May 05, 2016 - Sale 2413

Sale 2413 - Lot 202

Price Realized: $ 422
?Final Price Realized includes Buyer’s Premium added to Hammer Price
Estimate: $ 600 - $ 900
"THE PRESIDENCY . . . HAS NO ATTRACTION FOR ME" TAFT, WILLIAM HOWARD. Two Typed Letters Signed, "WmHTaft" or "Bill," to Yale classmate Clarence H. Kelsey, each with holograph corrections. The first, as Solicitor General, urging Kelsey to help restrain Yale alum Timmy Woodruff's enthusiastic political support. With a one-line holograph postscript inquiring about Kelsey's "valedictorians." The second, as Secretary of War, considering the future of his political career. Each 1 page, 4to, "Department of Justice" or "War Department" stationery; each with browning from previous matting, cello tape remnants from prior matting to each at upper and lower edges verso, folds. (TFC) Washington, 12 March 1891; 11 April 1906

Additional Details

1891: "I thank you for your very kind letter to the Pres. I rather think that you would better rein in Timmy Woodruff. I don't care much for political support, and I have about all the recommendations from members of the bar of New York and more than I have had any right to expect. I thank you very much for your interest in the matter. I should be obliged to you if you would see that Timmy does not go into the political business. I fear the effect of it."
1906: ". . . You are all wrong in any suspicion as to the President's motive.
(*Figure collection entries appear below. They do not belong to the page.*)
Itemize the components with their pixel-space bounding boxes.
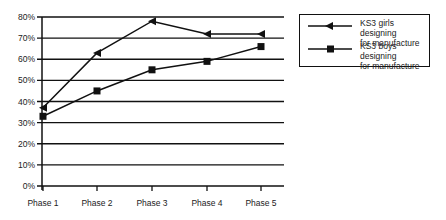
y-tick-label: 30% [18,118,35,128]
triangle-marker-icon [203,30,211,38]
legend-item-girls: KS3 girls designingfor manufacture [300,18,429,42]
x-tick-label: Phase 2 [81,198,112,208]
square-marker-icon [204,58,211,65]
y-tick-label: 20% [18,139,35,149]
x-tick-label: Phase 4 [191,198,222,208]
y-tick-label: 40% [18,97,35,107]
data-series [39,17,265,120]
series-line [43,47,261,117]
x-tick-label: Phase 1 [27,198,58,208]
legend-label-boys: KS3 boys designingfor manufacture [360,41,430,71]
square-marker-icon [149,66,156,73]
y-tick-label: 60% [18,54,35,64]
square-marker-icon [94,87,101,94]
square-marker-icon [40,113,47,120]
square-marker-icon [308,44,352,54]
triangle-marker-icon [39,104,47,112]
x-axis: Phase 1Phase 2Phase 3Phase 4Phase 5 [27,186,276,208]
triangle-marker-icon [257,30,265,38]
legend: KS3 girls designingfor manufacture KS3 b… [299,14,430,67]
triangle-marker-icon [308,21,352,31]
y-tick-label: 10% [18,160,35,170]
x-tick-label: Phase 3 [136,198,167,208]
series-line [43,21,261,108]
x-tick-label: Phase 5 [245,198,276,208]
triangle-marker-icon [148,17,156,25]
y-tick-label: 80% [18,12,35,22]
square-marker-icon [258,43,265,50]
y-tick-label: 70% [18,33,35,43]
y-tick-label: 0% [23,181,36,191]
y-tick-label: 50% [18,75,35,85]
legend-item-boys: KS3 boys designingfor manufacture [300,41,429,65]
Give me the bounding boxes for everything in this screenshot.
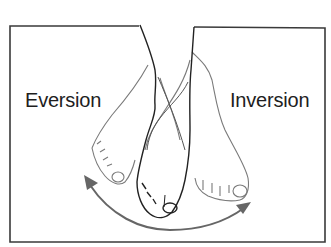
everted-foot [92,65,180,184]
foot-illustration [0,0,331,247]
rotation-arrow-icon [90,185,244,230]
frame [10,26,325,242]
center-foot [137,25,194,218]
inverted-foot [145,52,249,201]
eversion-inversion-diagram: Eversion Inversion [0,0,331,247]
inversion-label: Inversion [230,89,309,112]
eversion-label: Eversion [25,89,101,112]
crossing-lines [147,77,188,150]
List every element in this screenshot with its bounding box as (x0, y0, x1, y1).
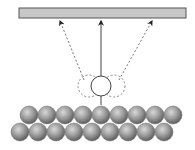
surface-atom (128, 106, 146, 124)
surface-atom (137, 123, 155, 141)
surface-atom (38, 106, 56, 124)
surface-atom (155, 123, 173, 141)
surface-atom (56, 106, 74, 124)
surface-atom (74, 106, 92, 124)
surface-atom (20, 106, 38, 124)
surface-atom (65, 123, 83, 141)
adsorbed-molecule-diagram (0, 0, 195, 150)
adsorbed-molecule (91, 76, 111, 96)
surface-atom (119, 123, 137, 141)
surface-atom (164, 106, 182, 124)
surface-atom (146, 106, 164, 124)
surface-atom (110, 106, 128, 124)
surface-atom (47, 123, 65, 141)
surface-atom (101, 123, 119, 141)
right-dashed-arrow (119, 21, 152, 80)
detector-plate (19, 8, 186, 18)
arrows-group (60, 21, 152, 80)
crystal-surface (11, 106, 182, 141)
left-dashed-arrow (60, 21, 84, 80)
surface-atom (29, 123, 47, 141)
surface-atom (92, 106, 110, 124)
surface-atom (11, 123, 29, 141)
surface-atom (83, 123, 101, 141)
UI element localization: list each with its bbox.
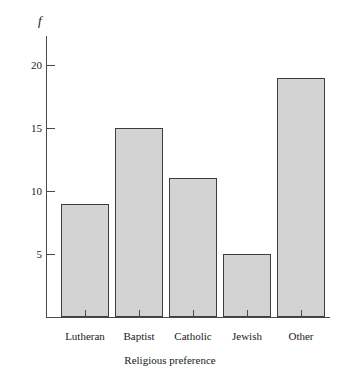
x-tick-baptist (139, 310, 140, 318)
y-tick-label-10: 10 (16, 186, 42, 197)
bar-catholic (169, 178, 217, 317)
bar-jewish (223, 254, 271, 317)
bar-baptist (115, 128, 163, 317)
y-tick-5 (47, 254, 55, 255)
x-category-label-catholic: Catholic (163, 330, 223, 342)
bar-other (277, 78, 325, 317)
x-tick-lutheran (85, 310, 86, 318)
bar-chart: f 20 15 10 5 Lutheran Baptist Catholic J… (0, 0, 340, 381)
y-axis-line (46, 36, 47, 317)
x-category-label-lutheran: Lutheran (55, 330, 115, 342)
y-tick-10 (47, 191, 55, 192)
x-category-label-other: Other (271, 330, 331, 342)
x-tick-catholic (193, 310, 194, 318)
x-category-label-jewish: Jewish (217, 330, 277, 342)
x-axis-line (46, 317, 330, 318)
y-tick-label-20: 20 (16, 60, 42, 71)
x-tick-other (301, 310, 302, 318)
y-tick-label-5: 5 (16, 249, 42, 260)
y-tick-20 (47, 65, 55, 66)
x-tick-jewish (247, 310, 248, 318)
x-category-label-baptist: Baptist (109, 330, 169, 342)
x-axis-title: Religious preference (0, 354, 340, 366)
y-axis-title: f (38, 14, 42, 27)
y-tick-label-15: 15 (16, 123, 42, 134)
y-tick-15 (47, 128, 55, 129)
bar-lutheran (61, 204, 109, 317)
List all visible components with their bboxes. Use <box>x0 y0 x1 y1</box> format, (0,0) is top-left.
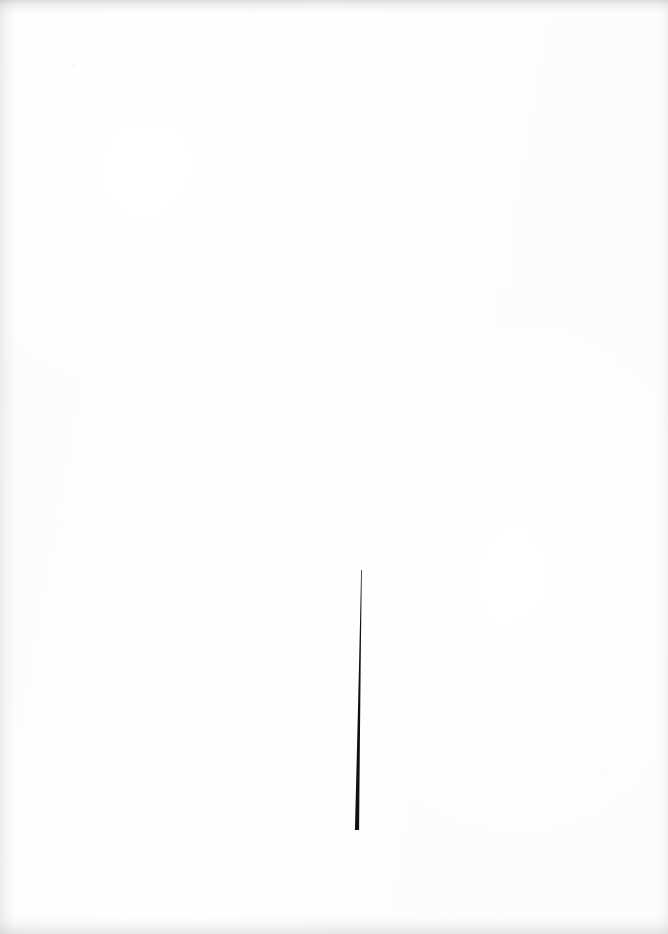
tapered-vertical-stroke-path <box>355 570 362 830</box>
scanned-page-canvas <box>0 0 668 934</box>
ink-stroke-layer <box>0 0 668 934</box>
tapered-vertical-stroke-svg <box>0 0 668 934</box>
I could show you a letter to me which explains the whole situation. Harry might show it to you if you would go and see him, because I have sent him a copy. I am not at all decided yet as to what I ought to do. So far as the Presidency is concerned, it is as remote as possible. It has no attraction for me, and to me the suggestion that I should wait for that is only a humorous one. My only hesitation to accept the Supreme Court Judgeship is caused by the doubt whether if I leave the War Department it will not affect injuriously the cause of the Filipinos. Now I cannot expect to remain in this office all of the time, and the question is whether by remaining in sometime longer I can do good enough to justify my failure to embrace the opportunity to go into a place where I must think it possible for one to be of great use to the country for the next twenty years. I should like very much to go with Fred Potter if I can, but I doubt the possibility of it."